Multiplication
Multiplication is the intentional split of a group when it grows too large. Ministrium models it as a first-class operation, preserving the lineage between parent and child groups.
When to multiply
Typical signals:
- Group hit 15+ active members
- There’s a co-leader formed ready to take their own
- Venue logistics start being a problem
- A leader explicitly asks to multiply
The multiplication flow
- Groups → [Group] → Actions → Multiply.
- The system suggests a balanced split (halves). You can adjust manually by dragging members between the two columns.
- Assign child group leader (typically the parent’s co-leader).

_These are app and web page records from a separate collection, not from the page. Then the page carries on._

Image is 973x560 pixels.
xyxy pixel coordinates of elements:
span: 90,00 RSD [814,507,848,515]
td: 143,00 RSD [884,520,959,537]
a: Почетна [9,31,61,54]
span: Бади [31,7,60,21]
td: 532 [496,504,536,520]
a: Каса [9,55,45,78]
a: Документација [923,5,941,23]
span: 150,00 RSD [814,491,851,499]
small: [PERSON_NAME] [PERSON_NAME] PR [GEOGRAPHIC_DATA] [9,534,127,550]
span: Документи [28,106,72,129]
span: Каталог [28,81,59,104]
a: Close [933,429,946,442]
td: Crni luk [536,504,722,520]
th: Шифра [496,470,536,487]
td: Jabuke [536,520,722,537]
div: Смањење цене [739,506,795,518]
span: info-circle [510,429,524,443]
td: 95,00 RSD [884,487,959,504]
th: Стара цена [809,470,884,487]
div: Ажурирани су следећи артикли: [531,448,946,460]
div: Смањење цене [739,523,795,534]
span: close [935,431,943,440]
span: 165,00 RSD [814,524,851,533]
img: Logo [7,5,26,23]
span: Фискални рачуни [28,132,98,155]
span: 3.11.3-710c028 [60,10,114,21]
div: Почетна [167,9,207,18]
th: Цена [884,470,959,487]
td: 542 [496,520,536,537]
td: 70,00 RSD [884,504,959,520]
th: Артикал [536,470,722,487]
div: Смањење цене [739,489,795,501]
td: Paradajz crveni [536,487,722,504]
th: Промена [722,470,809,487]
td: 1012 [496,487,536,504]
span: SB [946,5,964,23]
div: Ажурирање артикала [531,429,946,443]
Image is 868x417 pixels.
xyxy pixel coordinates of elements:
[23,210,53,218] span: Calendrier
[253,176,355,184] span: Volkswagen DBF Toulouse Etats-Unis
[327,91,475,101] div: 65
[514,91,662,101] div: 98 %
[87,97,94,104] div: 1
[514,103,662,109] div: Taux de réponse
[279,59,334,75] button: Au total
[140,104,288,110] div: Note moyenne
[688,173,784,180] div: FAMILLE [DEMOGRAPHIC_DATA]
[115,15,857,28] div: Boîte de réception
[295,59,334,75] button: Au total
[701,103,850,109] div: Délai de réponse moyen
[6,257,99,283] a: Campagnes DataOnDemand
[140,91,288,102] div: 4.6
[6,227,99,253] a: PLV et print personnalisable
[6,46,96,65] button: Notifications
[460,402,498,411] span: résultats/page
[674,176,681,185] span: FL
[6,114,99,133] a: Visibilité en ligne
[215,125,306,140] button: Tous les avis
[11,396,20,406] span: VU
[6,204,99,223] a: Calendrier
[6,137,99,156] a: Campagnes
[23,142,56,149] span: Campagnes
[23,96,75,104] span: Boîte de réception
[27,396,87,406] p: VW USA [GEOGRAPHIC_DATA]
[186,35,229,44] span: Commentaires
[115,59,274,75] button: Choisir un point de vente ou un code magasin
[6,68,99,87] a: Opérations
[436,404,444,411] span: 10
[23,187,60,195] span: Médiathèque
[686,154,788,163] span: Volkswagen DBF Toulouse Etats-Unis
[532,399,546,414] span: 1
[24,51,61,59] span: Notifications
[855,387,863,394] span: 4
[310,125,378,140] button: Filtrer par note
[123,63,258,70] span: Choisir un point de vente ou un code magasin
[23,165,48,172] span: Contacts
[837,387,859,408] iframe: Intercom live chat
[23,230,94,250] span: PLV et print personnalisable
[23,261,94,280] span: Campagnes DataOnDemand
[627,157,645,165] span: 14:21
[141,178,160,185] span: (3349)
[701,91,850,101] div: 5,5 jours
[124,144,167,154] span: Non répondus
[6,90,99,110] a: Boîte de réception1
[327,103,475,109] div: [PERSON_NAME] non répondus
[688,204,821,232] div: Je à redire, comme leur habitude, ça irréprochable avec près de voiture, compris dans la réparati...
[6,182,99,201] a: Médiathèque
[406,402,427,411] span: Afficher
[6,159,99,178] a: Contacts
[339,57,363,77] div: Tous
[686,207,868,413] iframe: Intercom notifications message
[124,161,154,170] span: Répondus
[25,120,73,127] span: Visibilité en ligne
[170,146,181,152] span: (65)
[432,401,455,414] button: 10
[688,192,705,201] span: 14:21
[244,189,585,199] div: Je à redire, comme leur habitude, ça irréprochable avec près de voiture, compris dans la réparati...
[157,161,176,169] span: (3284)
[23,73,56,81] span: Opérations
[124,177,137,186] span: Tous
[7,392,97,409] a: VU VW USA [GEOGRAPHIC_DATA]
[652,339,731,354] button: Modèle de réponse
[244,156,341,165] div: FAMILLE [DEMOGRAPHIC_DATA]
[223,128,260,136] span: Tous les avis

- Define venue and time for the new group.
- Confirm.
Result:
- A child group is created with its own members and meetings.
- The parent group keeps remaining members.

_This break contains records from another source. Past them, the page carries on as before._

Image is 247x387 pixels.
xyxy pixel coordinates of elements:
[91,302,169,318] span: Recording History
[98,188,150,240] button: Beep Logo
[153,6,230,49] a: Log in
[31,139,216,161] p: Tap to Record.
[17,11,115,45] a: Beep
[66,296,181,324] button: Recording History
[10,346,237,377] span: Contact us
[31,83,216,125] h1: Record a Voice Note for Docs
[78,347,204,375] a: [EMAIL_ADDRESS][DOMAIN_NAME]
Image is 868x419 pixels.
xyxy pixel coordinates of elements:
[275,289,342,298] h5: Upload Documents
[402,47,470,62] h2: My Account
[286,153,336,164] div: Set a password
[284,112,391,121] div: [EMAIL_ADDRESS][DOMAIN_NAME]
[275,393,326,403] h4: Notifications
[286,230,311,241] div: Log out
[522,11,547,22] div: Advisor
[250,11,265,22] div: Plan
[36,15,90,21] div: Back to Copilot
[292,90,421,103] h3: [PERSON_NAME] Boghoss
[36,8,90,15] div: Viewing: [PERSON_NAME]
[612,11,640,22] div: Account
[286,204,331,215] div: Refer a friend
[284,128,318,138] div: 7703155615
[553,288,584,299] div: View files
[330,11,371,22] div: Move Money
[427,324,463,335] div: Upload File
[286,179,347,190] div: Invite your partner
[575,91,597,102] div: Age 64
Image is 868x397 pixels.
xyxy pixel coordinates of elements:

- Both are linked by lineage: each knows its parent, child, etc.
Lineage
Viewable from Groups → Family tree:
Downtown - Families (María R.) [2018]
├─ Downtown - Families II (Pedro G.) [2021]
│ └─ Downtown - Families III (Lucía R.) [2023]

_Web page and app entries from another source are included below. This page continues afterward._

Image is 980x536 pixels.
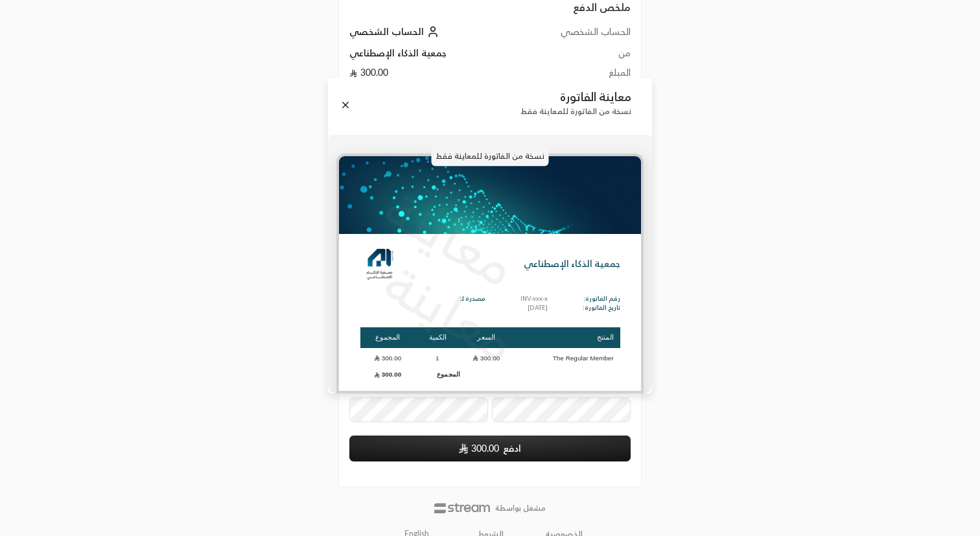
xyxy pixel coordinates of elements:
p: معاينة الفاتورة [521,90,631,104]
p: تاريخ الفاتورة: [583,303,621,313]
p: جمعية الذكاء الإصطناعي [524,257,621,271]
img: header_mtnhr.png [339,156,641,234]
p: معاينة [371,169,530,306]
p: [DATE] [521,303,548,313]
th: المنتج [512,328,620,349]
td: The Regular Member [512,350,620,367]
p: نسخة من الفاتورة للمعاينة فقط [432,146,549,167]
span: 1 [431,354,444,363]
table: Products [360,326,621,383]
p: نسخة من الفاتورة للمعاينة فقط [521,106,631,116]
p: معاينة [371,245,530,381]
td: 300.00 [360,368,415,381]
button: Close [338,98,353,112]
img: Logo [360,245,399,284]
td: المجموع [415,368,461,381]
td: 300.00 [360,350,415,367]
th: المجموع [360,328,415,349]
p: INV-xxx-x [521,294,548,304]
p: رقم الفاتورة: [583,294,621,304]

└─ North - Families (José L.) [2022]
├─ North - Young Couples (Carla T.) [2024]
└─ Online - Couples (Roberto P.) [2025]Lineage enables reports like:
“María R.’s tree has 6 descendant groups with 73 total members — that’s generational multiplication.”
Communication to members
Before confirming, define how to communicate:
- Auto email to each member: “You’re in group X” + new group info
- Transition meeting: schedule one last joint meeting before they split
- Grace period: 4 weeks where a member can return to the parent if the child doesn’t fit
Canceled multiplication
If a member reassigned to the child says “I’d rather stay with the parent”, they can revert within 4 weeks. After that it’s permanent.
If the whole multiplication was a mistake (rare), org_admin can revert it in the first 48 hours. Past that, groups stay independent.
Metric: multiplication rate
Multiplications YTD: 4
Avg multiplications/year (3 yr): 5.2
Network growth: +14% YoYThis is the most important metric of the module. A multiplying church grows sustainably. One that only adds members to existing groups eventually stalls.
Each multiplication is a major pastoral event. Consider:
- Church-wide announcement (newsletter)
- Photo of parent + child on launch day
- Recognition to the new group’s leader
- Celebration meal
The software logs the event; culture celebrates it.
Closed by multiplication vs closed by disappearance
When a group closes:
- Closed by multiplication: counted as success, stays in lineage as “graduated”.
- Closed by disappearance (leader leaves, members scatter): counted as departure, doesn’t appear as anyone’s child.
The difference matters for health reports and for the leadership team’s morale.